Would you print the lines below exactly, beginning at the line that has "Describe the element" and stopping after the line that has "Identify the location"? Only those lines, and no pictures.

> Supplied information:
• • •

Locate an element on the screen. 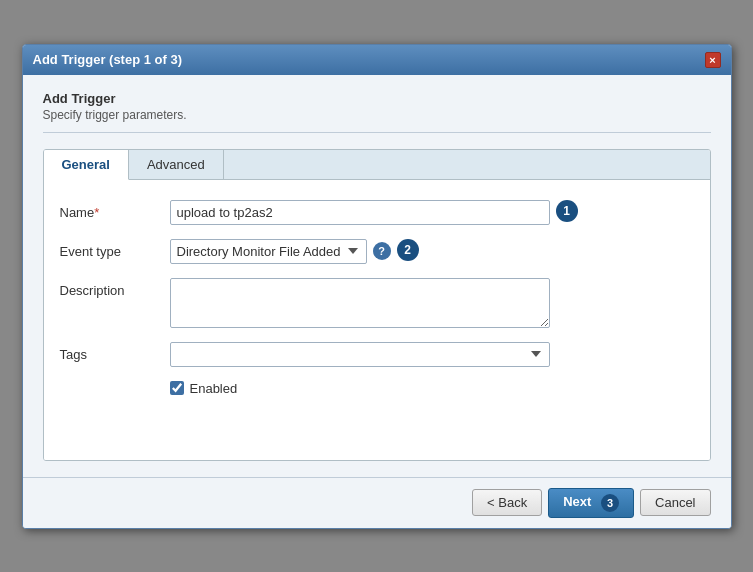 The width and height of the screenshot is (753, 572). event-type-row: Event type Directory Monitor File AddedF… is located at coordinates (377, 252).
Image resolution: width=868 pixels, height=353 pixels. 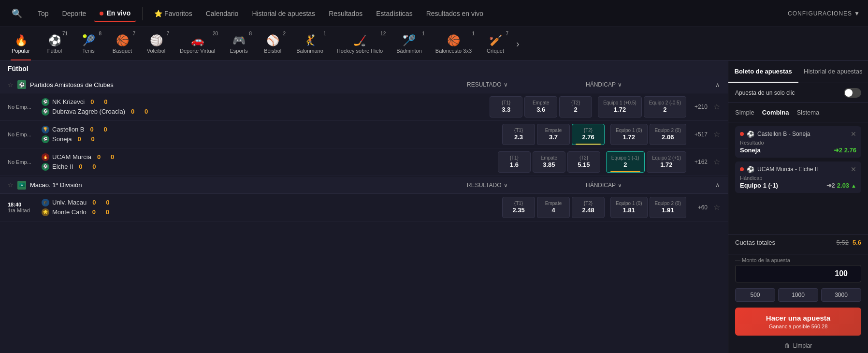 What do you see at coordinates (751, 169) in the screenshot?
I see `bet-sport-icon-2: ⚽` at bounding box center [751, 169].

• • •

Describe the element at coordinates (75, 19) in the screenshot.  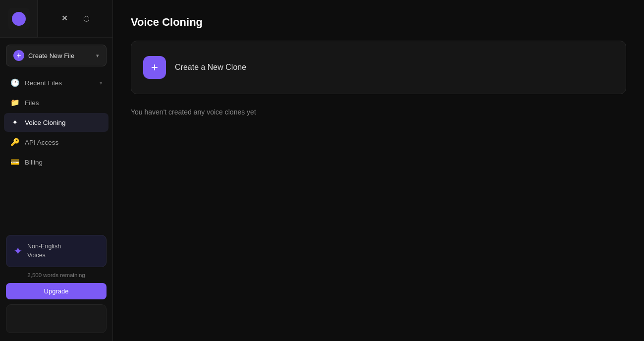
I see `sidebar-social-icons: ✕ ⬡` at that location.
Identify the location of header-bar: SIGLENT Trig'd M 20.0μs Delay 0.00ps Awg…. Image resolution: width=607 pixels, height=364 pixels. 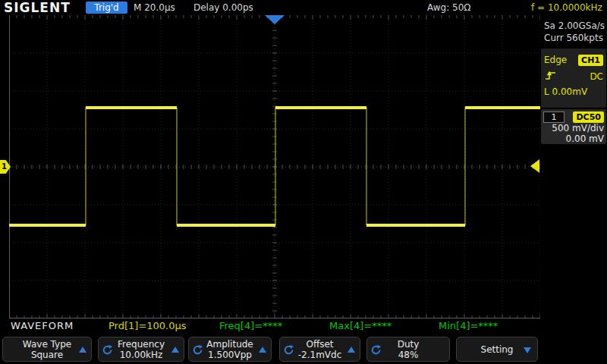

• • •

> Exercise result:
Describe the element at coordinates (75, 19) in the screenshot.  
I see `sidebar-social-icons: ✕ ⬡` at that location.
Identify the location of header-bar: SIGLENT Trig'd M 20.0μs Delay 0.00ps Awg…. Image resolution: width=607 pixels, height=364 pixels. 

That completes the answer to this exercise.